Salary cover is blown
School superintendents hide behind their base pay while they reap benefits that taxpayers don't see
Published on: 05/17/06
Should metro-area school superintendents earn more than the governor?
More to the point, if they do earn more, shouldn't taxpayers at least be aware of it?
When it comes to the paychecks of school chiefs, what local taxpayers see isn't always what superintendents get. An Atlanta Journal-Constitution analysis found clauses deep in the contracts of 14 metro superintendents that gave the school officals an average of $33,900 in nonsalary pay last year.
Those perks sweeten already-brimming pots — all metro superintendents outearn the governor in base pay.
Because the extras were not easy to discern in the complex contracts, Atlanta Journal-Constitution reporter Heather Vogell used the state Open Records Act to obtain an itemized list of all compensation paid to superintendents in 2005. The list revealed add-ons ranging from $7,800 in Coweta County to $108,300 in Atlanta.
By covertly fattening the paychecks of superintendents, school boards mislead their constituents. Voters should not need a forensic audit to figure out the true earnings of their local school chief.
For example, if Cherokee County voters inquired what they were paying Superintendent Frank Petruzielo, they'd likely be told $152,000. What they would not learn is that extras, including a car allowance, raise Petruzielo's total compensation to more than $194,400.
No one gets more of a boost in pay from extras than Atlanta Superintendent Beverly Hall. Her 10-page contract states a base salary of $241,300. However, that amount inflates to almost $349,600 when a $68,300 performance bonus and other extras come into view.
In other words, before taxpayers can decide for themselves whether Hall and other school superintendents deserve the money they're being paid, taxpayers first have to know what that compensation actually is.
They have to know something else as well — how well school leaders are performing in the job. But here again, voters are kept in the dark by most school boards.
While school boards evaluate superintendents annually, those evaluations are deemed private documents, and state law allows local boards and superintendents to decide whether to make those evaluations public. Most do not, and those who technically make the documents available to the public often make the process so cumbersome that citizens give up and go home.
A notable and laudable exception is the city of Gainesville, which posts Superintendent Steven Ballowe's evaluation scores each year on its Web site.
By shrouding evaluations in secrecy and burying the pay perks in the fine print, metro school boards stymie taxpayers interested in learning whether their school superintendents are doing a good job and whether their compensation for that job is legitimate or larcenous.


No pictures, please: print exactly the lines from the one that contains "Find the location" through the last line of the listing.

• Data section
****************************************

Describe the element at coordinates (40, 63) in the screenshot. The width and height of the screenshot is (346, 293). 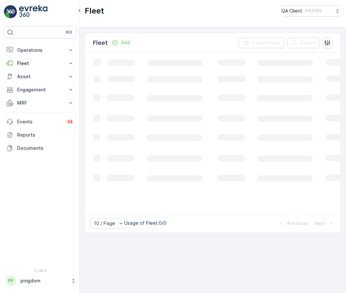
I see `button: Fleet` at that location.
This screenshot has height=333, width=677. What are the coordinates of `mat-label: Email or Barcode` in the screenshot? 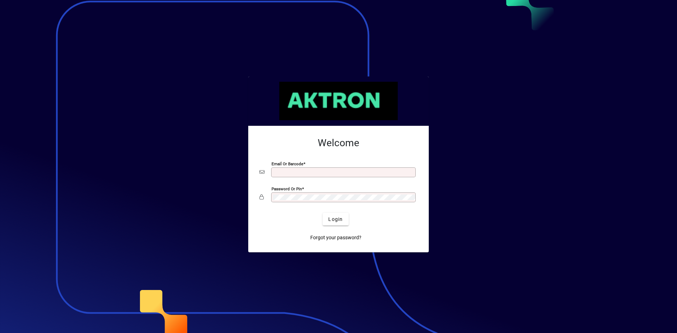 It's located at (287, 164).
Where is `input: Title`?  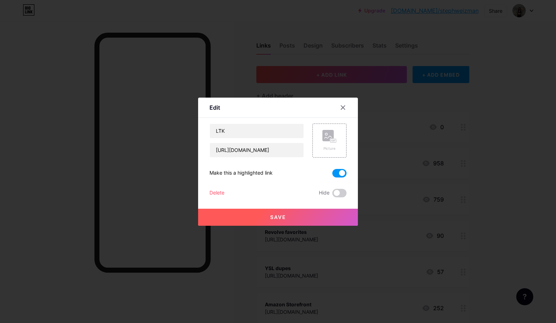 input: Title is located at coordinates (257, 131).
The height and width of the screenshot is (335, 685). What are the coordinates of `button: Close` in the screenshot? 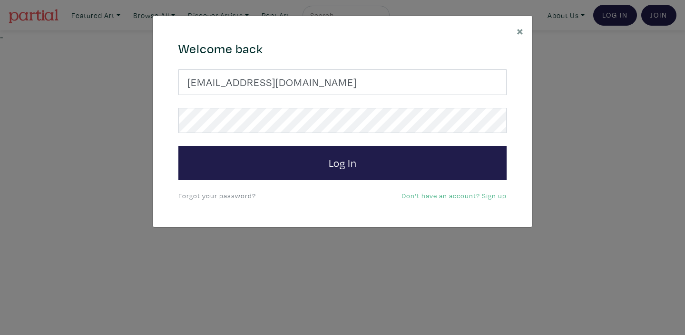 It's located at (520, 30).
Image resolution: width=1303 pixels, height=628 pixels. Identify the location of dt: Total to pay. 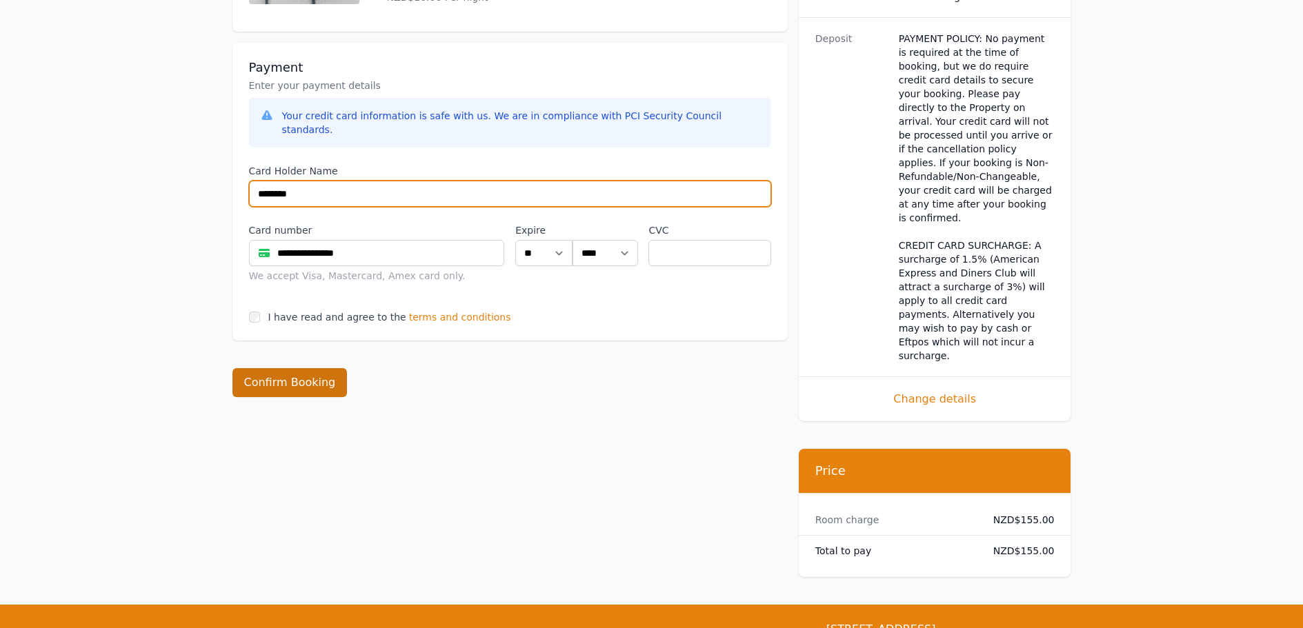
(893, 551).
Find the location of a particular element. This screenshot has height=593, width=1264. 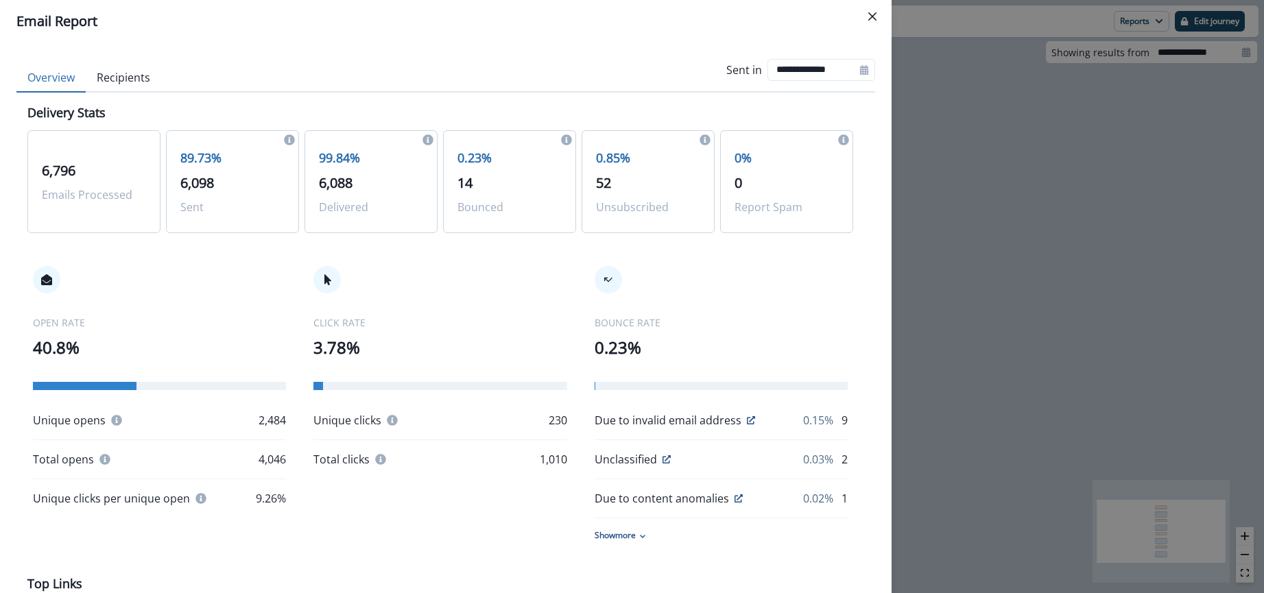

p: 40.8% is located at coordinates (159, 348).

****************************************

• Solution to the problem
Find the location of a particular element. This screenshot has height=593, width=1264. 

p: 40.8% is located at coordinates (159, 348).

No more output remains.